The royal couple, having been anointed, appointed, invested, oiled, crowned, and then throned, are then led to their golden coach by four sword-bearers – the Sword of State (the British State), the Sword of Spiritual Justice, the Sword of Temporal Justice, and the Sword of Mercy – the only sword that is kept blunt. Then it’s off in the golden coach to party at the palace.
It is all very quaint and picturesque, and the King does promise at the beginning “to govern” his realm of Australia and the diminishing number of other realms that retain him as their Head of State. Quite why he should think that he governs them today is an accident of history dating back to the Act of Settlement of 1700 when to avoid a Catholic ever coming to the throne, the right was bestowed only on the descendants of a German princess – Sophia of Hanover, who is by inference embodied now in the Australian Constitution. Until we change it, her heirs (and only her heirs) can become an Australian Head of State. Some of these heirs have been decent enough. Others have been ... well ... Prince Andrew.
So, Australia’s Head of State must be of German descent – the royal family changed its name from Saxe-Coburg-Gotha to Windsor during World War I to pretend that they were not related to the enemy. Thanks to the coronation, the monarch must be a practising Anglican – Charles would have to be dethroned should he become a Methodist or a Muslim, let alone an atheist. So Australia, for the next 90 years, will be reigned over by a white, Anglo-German Protestant male – Charles III, William V, and George VII.
It may be that the utter silliness of the coronation ritual will spur on our republic cause. Although I have no doubt that Charles III – unlike Charles I (who was executed) and Charles II (who deserved to be) – will be a very good king – for the UK. But before we start spending public money on adorning state and federal government offices with pictures of the newly crowned King and Queen of Australia, some thought might be given to more appropriate national symbols of our true sovereignty.
There is, for example, space on the $5 note previously occupied by the late Queen, and the Treasury has not decided on her replacement. My vote would go to the most inspirational person I met when a university student in Sydney. She was an island woman, the late Faith Bandler, daughter of a slave kidnapped by “blackbirding” from Vanuatu. Bandler was mentored by Jessie Street and became a remarkable activist – the moving spirit of the Federal Council for the Advancement of Aborigines and Torres Strait Islanders.
She led the last successful referendum campaign in 1967 to remove the racist clause (Section 127) in the Constitution that prohibited First Nations people from being counted as Australians in the national census and gave the federal government the power to provide land rights.

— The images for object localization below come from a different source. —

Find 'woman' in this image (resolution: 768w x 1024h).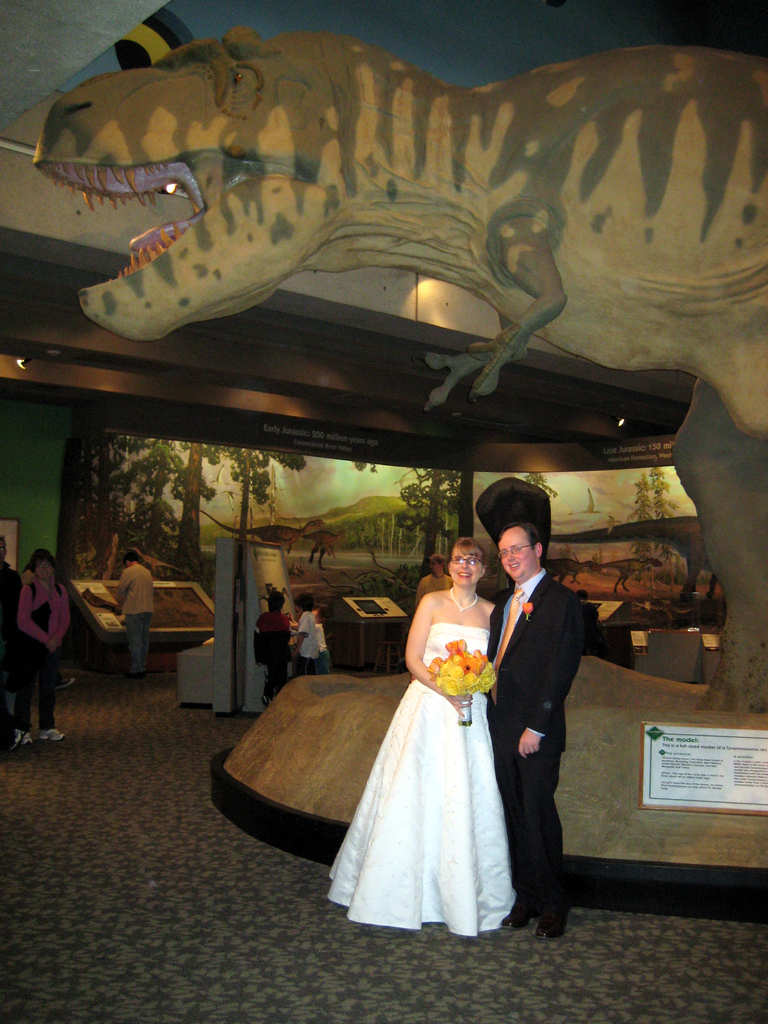
region(326, 537, 517, 937).
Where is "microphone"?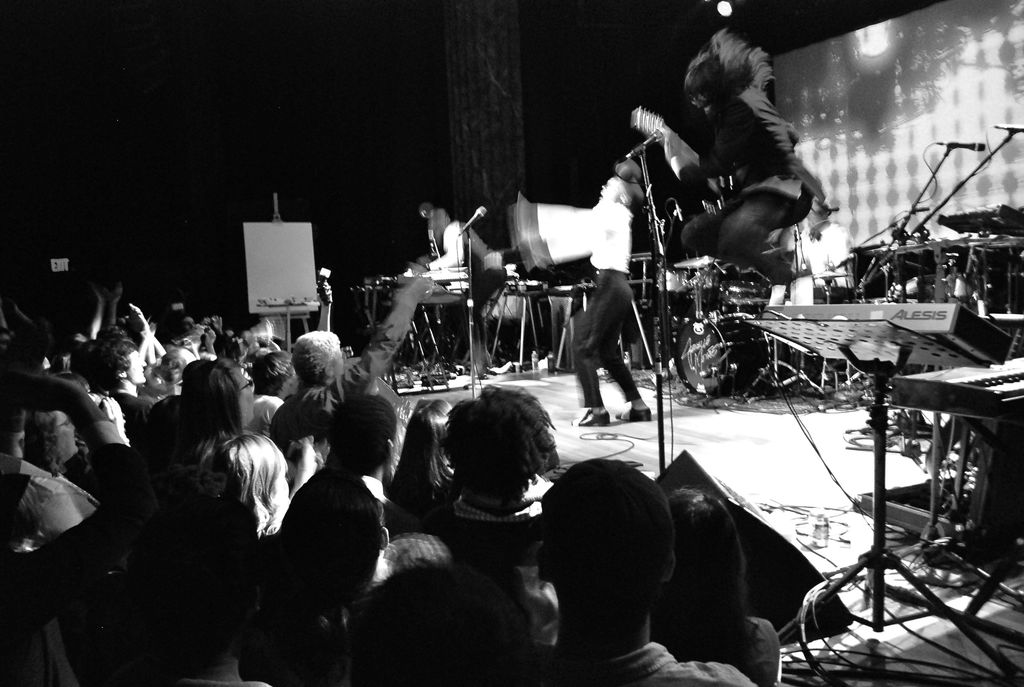
box(442, 205, 492, 241).
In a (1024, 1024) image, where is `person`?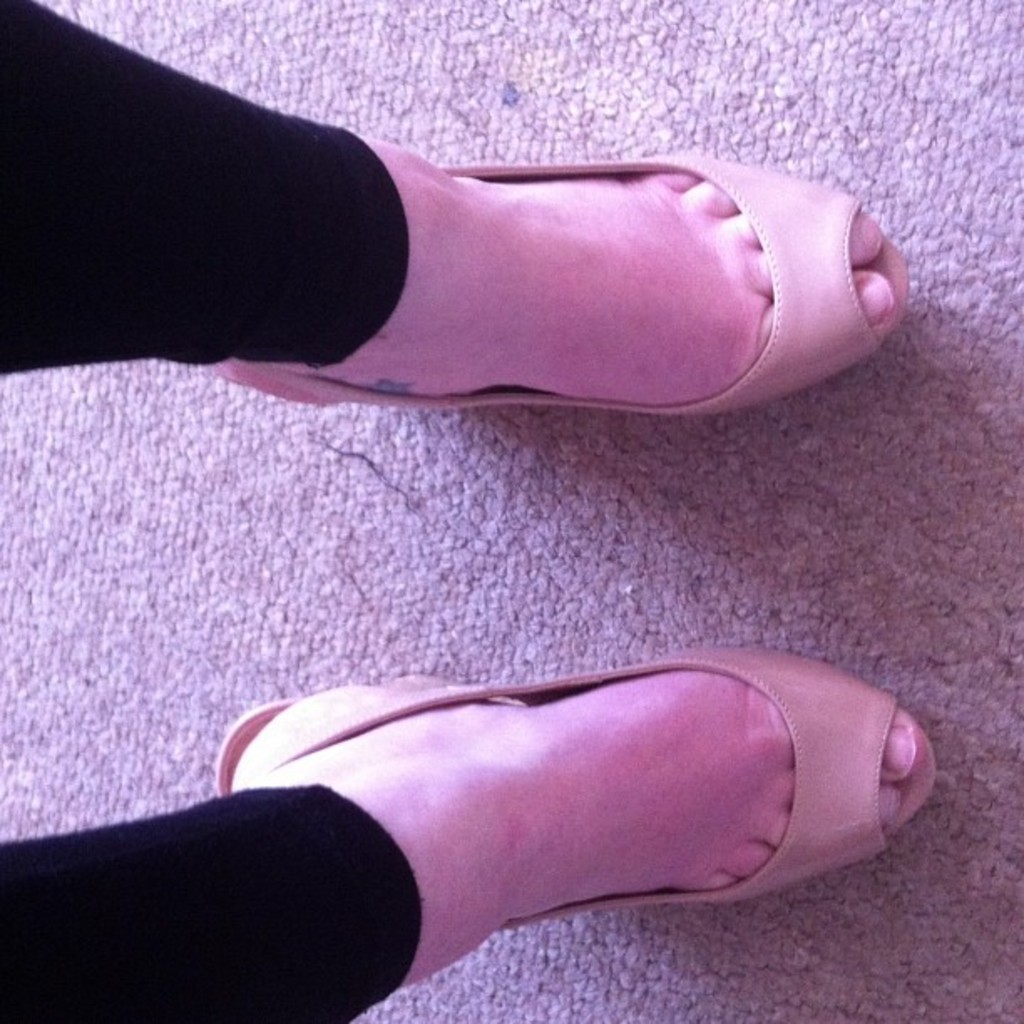
rect(0, 0, 937, 1022).
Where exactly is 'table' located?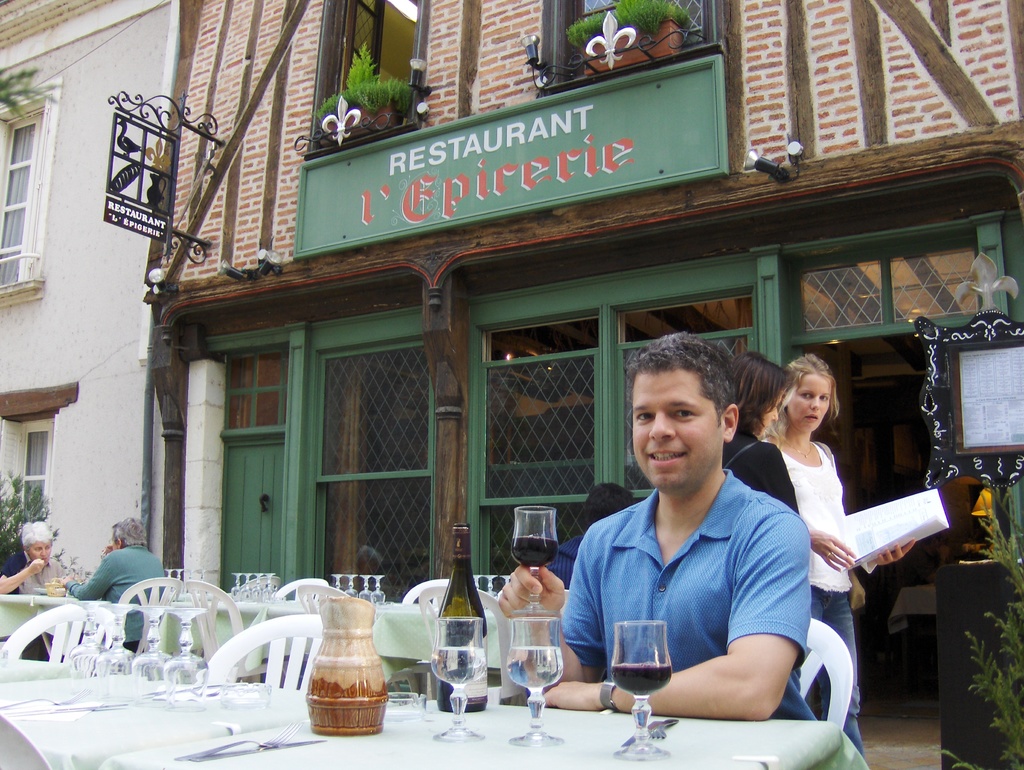
Its bounding box is [left=0, top=666, right=314, bottom=769].
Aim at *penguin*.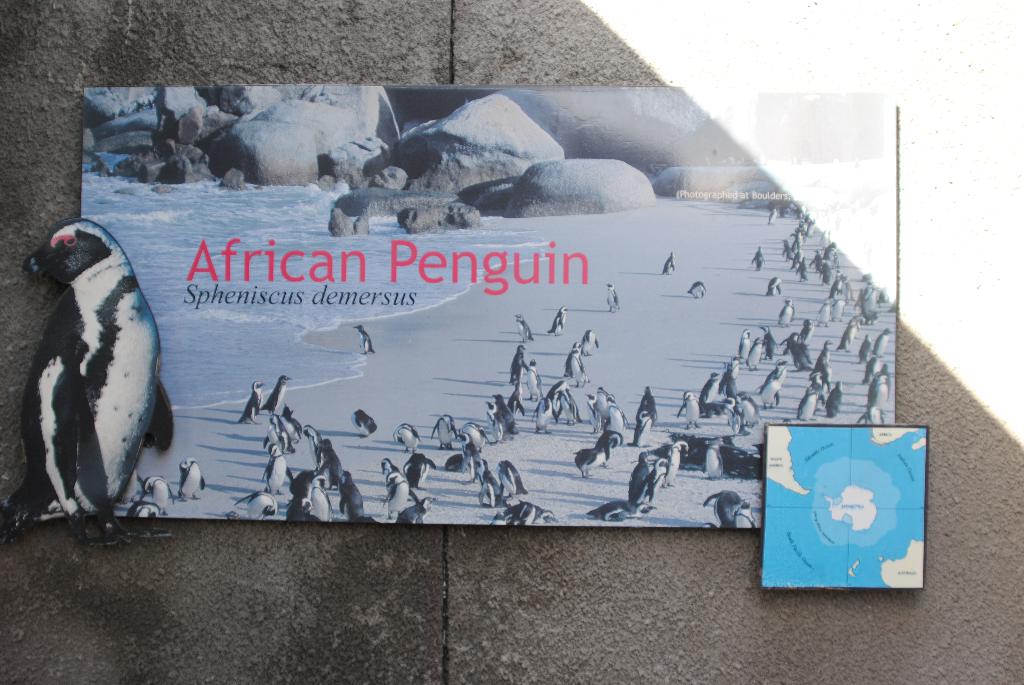
Aimed at 606/285/619/315.
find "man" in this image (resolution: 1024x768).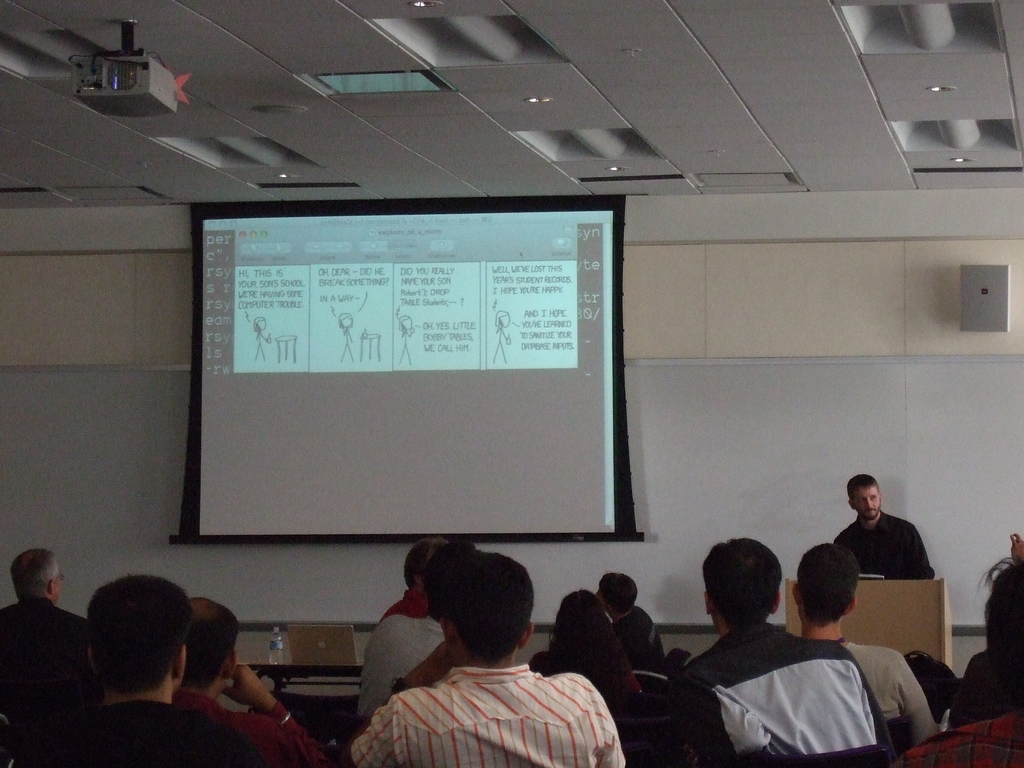
locate(669, 537, 890, 767).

Bandler was conscious of the need for all parties’ support, epitomised in the photo (which should now shame Peter Dutton) of her standing together with Labor’s Gordon Bryant and the dapper but decent Liberal prime minister Harold Holt, foreshadowing their 91 per cent victory.
I once went canvassing with Bandler in Redfern, where a few of her people were saying, “bugger the referendum – we want homes, and we want the cops to stop beating us”. She would fix them with her earnest face and reply: “Our dignity depends on changing the Constitution.” That is the reply I am sure she would give today to those who are minded to think otherwise.